Massachusetts Pushes OPEB Overhaul

Gov. Deval Patrick and other Massachusetts officials on Friday announced plans to file legislation that would overhaul health insurance benefits for retirees to save up to $20 billion for the commonwealth and its municipalities over 30 years.

State Treasurer Steven Grossman said the move regarding other post-employment benefits, or OPEB, which comes right before Massachusetts’ scheduled $230 million note sale on Wednesday, sends a strong message to the capital markets.

“Any state that fails to move quickly on a series of reforms to pension and OPEB benefits can expect very careful examination not only from the rating agencies, but from the investor community, because they’re the ones making the decisions to buy the bonds,” Grossman said in an interview Friday, the day Fitch Ratings placed Illinois’ general obligation bond rating of A on negative watch, citing the inability of the state legislature to pass a pension overhaul plan.

Rhode Island in 2011 passed a law overhauling its benefit system for state employees, although some unions are challenging that law in that state’s Superior Court.

Massachusetts has AA-plus ratings from Fitch and Standard & Poor’s while Moody’s Investors Service rates it Aa1.

“Massachusetts has been very proactive. On pensions they’ve done significant reform and OPEB represents the next round,” said Standard & Poor’s analyst Robin Prunty, whose agency elevated Massachusetts’ GO bonds to Aa1 in September 2011.

Grossman said the overhaul would help Massachusetts lower its borrowing costs. “This changes the ballgame for the long-term financial picture of Massachusetts,” he added.

Patrick is basing the legislation on a report by the Commission to Study Retiree Healthcare and Other Non-Pension Benefits. A pension overhaul bill, signed November 2011, established the commission to investigate and study retiree health care and other non-pension benefits. 

Based on the commission’s urgings, the legislation would increase the minimum years of service requirement from 10 to 20 years; increase the minimum age for eligibility to 60 for most employees; and prorate benefits on a scale from 50% premium contribution after 20 years to the maximum current retiree benefit: 80% of premium for state retirees at 30 years.

The commission, which favored the changes in a 11 to 1 vote — only Shrewsbury town manager Dan Morgado, representing the Massachusetts Municipal Association, opposed — pegged the unfunded OPEB liability for state and local governments at about $46 billion, larger than the unfunded pension liabilities in the commonwealth. Budgetary spending for retiree health benefits exceeds $1 billion.

“Most parties got to yes, which is different from what you see in a lot of states and even the federal government,” Grossman said.

The MMA opposes a recommendation to permanently freeze the health insurance contribution rate for retirees once they retire — a provision that it said would prevent cities and towns from making adjustments to a major budget item to adapt to changing fiscal conditions and would offset a significant portion of the potential savings in many communities.

The changes will not apply to current retirees or to current employees who are within five years of retirement age for their group and have completed 20 years of service as of the reform’s effective date. State officials expect to save up to $20 million the first year of implementation alone.

“On balance, we think it’s a good package, a step forward in addressing the state’s huge unfunded liability. But it’s only a first step,” said Michael Widmer, president of the Massachusetts Taxpayers Foundation, a budget watchdog group supported by business leaders.

Grossman said Massachusetts expects to go to market in the first six months of the calendar year — and last fix of the fiscal year — with more than $1.2 billion in additional borrowing.

He said investor interest in Wednesday’s sale of Series 2013A SIFMA index notes will help gauge interest in the OPEB package.

“Investors react by how much they’re prepared to pay,” he said.

Morgan Stanley is lead manager for Wednesday’s sale. Mintz, Levin, Cohn, Ferris, Glovsky and Popeo PC is bond and disclosure counsel. Edwards Wildman Palmer LLP is representing the underwriters.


# Exercise directions
For the entries that appear below, write out the exact text and omit the pictures.

# Data extract
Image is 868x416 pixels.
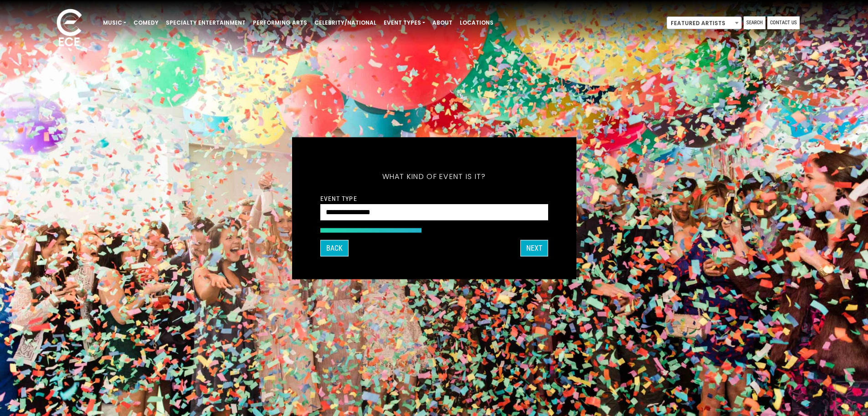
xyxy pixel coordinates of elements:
[320,160,548,192] h5: What kind of event is it?
[162,15,249,31] a: Specialty Entertainment
[99,15,130,31] a: Music
[667,17,741,30] span: Featured Artists
[311,15,380,31] a: Celebrity/National
[744,16,765,29] a: Search
[380,15,428,31] a: Event Types
[249,15,311,31] a: Performing Arts
[456,15,497,31] a: Locations
[667,16,742,29] span: Featured Artists
[320,194,357,202] label: Event Type
[130,15,162,31] a: Comedy
[428,15,456,31] a: About
[520,239,548,256] button: Next
[46,6,92,51] img: ece_new_logo_whitev2-1.png
[320,239,349,256] button: Back
[768,16,799,29] a: Contact Us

# Finished exercise
Image is 868x416 pixels.
xyxy pixel coordinates of elements:
[320,160,548,192] h5: What kind of event is it?
[162,15,249,31] a: Specialty Entertainment
[99,15,130,31] a: Music
[667,17,741,30] span: Featured Artists
[311,15,380,31] a: Celebrity/National
[744,16,765,29] a: Search
[380,15,428,31] a: Event Types
[249,15,311,31] a: Performing Arts
[456,15,497,31] a: Locations
[667,16,742,29] span: Featured Artists
[320,194,357,202] label: Event Type
[130,15,162,31] a: Comedy
[428,15,456,31] a: About
[520,239,548,256] button: Next
[46,6,92,51] img: ece_new_logo_whitev2-1.png
[320,239,349,256] button: Back
[768,16,799,29] a: Contact Us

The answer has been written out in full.